For a start, the Rodolfus Choir gives us 40 voices—30 more than John Butt's, whose recording with the Dunedin Consort and Players on Linn tops my list of 'minimalist' favourites, and around 30 fewer than Klemperer, who heads my 'maximalist' wish-list with his monumental 1968 EMI recording (numerologists who obsess over the number three in relation to Bach might begin to feel the hairs on their necks quivering as they keep reading the number 30)—which puts it very much on a par with the Dresden Chamber Choir on Naxos. Certainly the added choral weight allows the sound to be fulsome without becoming excessively cumbersome, while the orchestral numbers, too, take it beyond the chamber ensemble without encroaching into the symphonic. All this gives Ralph Allwood plenty of scope for subtle dynamic variety and tone-colour without losing any of the textural clarity and agility which is what has made the 'minimalist' versions so attractive. I certainly have no hesitation in recommending him above Helmut Muller-Brühl for the sensitivity and pace of his reading; the German is at times so brisk he verges on the breathless. Under Muller-Brühl the trumpet notes supporting the running choral lines in the 'Pleni sunt coeli' seem like harsh pin-pricks of sound whereas with Allwood they have more the effect of graceful exclamation marks.

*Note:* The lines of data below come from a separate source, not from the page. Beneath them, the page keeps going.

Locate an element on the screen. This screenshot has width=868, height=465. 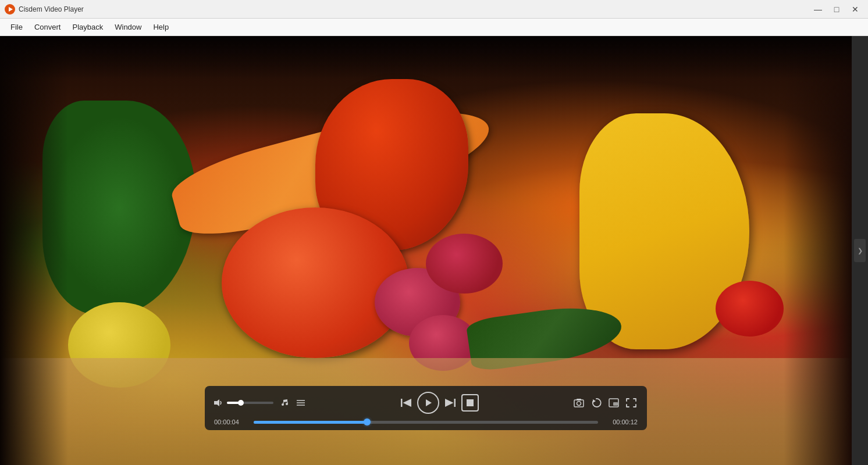
volume-control is located at coordinates (244, 403).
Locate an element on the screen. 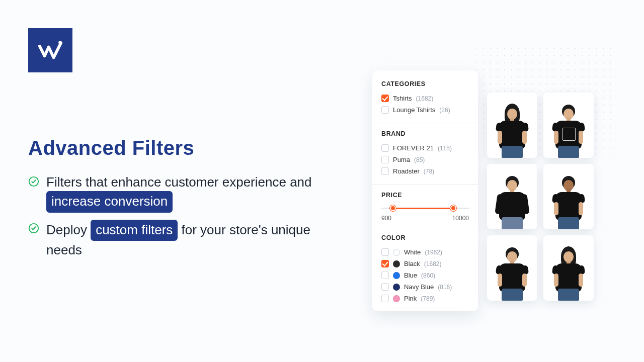 The image size is (644, 362). filter-panel: CATEGORIES Tshirts (1682) Lounge Tshirts… is located at coordinates (425, 191).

Not that Allwood's tempos are in any way slow; in fact, the overriding feeling of this recording is its lively pace and its refusal to hang around even when the music seems to warrant some space for inner reflection. The opening of the Credo finds the Rodolfus choristers presenting beautifully moulded choral lines with such an astonishing legato that they positively glide by. Allwood is also blessed with an outstanding team of soloists. There is uncanny vocal empathy between Sophie Bevan and Clint van der Linde, which, in 'Et in unum Dominum', results in the most extraordinary complementing of vocal lines; the voices are distinct yet seem to merge with each other at each phrase ending. Håkan Vramsmo dances with an easy grace through a very sprightly 'Et in Spiritum Sanctum', while the deeper bass of Colin Campbell brings princely poise to the 'Quoniam tu solus', accompanied by some absolutely top-notch horn playing from Gavin Edward. Throughout, the musicians of the Southern Sinfonia lend distinction to the performance and a real highlight is the angelic flute playing which introduces Ben Johnson's simply magical account of the Benedictus. Add to all this the warm acoustic of Charterhouse School chapel and the result is both stimulating and refreshing.
However, I'm never quite sure that stimulating or refreshing stand as unequivocal compliments, and in this instance I have one very big reservation: big enough to add this to the many discs of the work which don't quite make it for me. The problem is the youth of the choir. Aged between 16 and 25, the voices positively throb with the eagerness and optimism of youth, and as highly gifted musicians the singers lap up the work's technical demands with alacrity, but I miss the spiritual intensity and, let's not beat about the bush, emotional impact more mature voices would bring to it. I'm glad we don't have those big, bulbous Bach B minors any more now but I do hanker after something with a little more spine to it than this. Here, the grandiloquent opening Fugue seems almost glib and facile against what both Butt and Klemperer, in their very different ways, achieve, and there are moments in the Sanctus when the singing conjures up in my mind a bizarre image of cheerful skaters on a frozen pond. Young voices and eager musicianship are not enough to make this a profoundly satisfying B minor Mass, even if it is a remarkable one.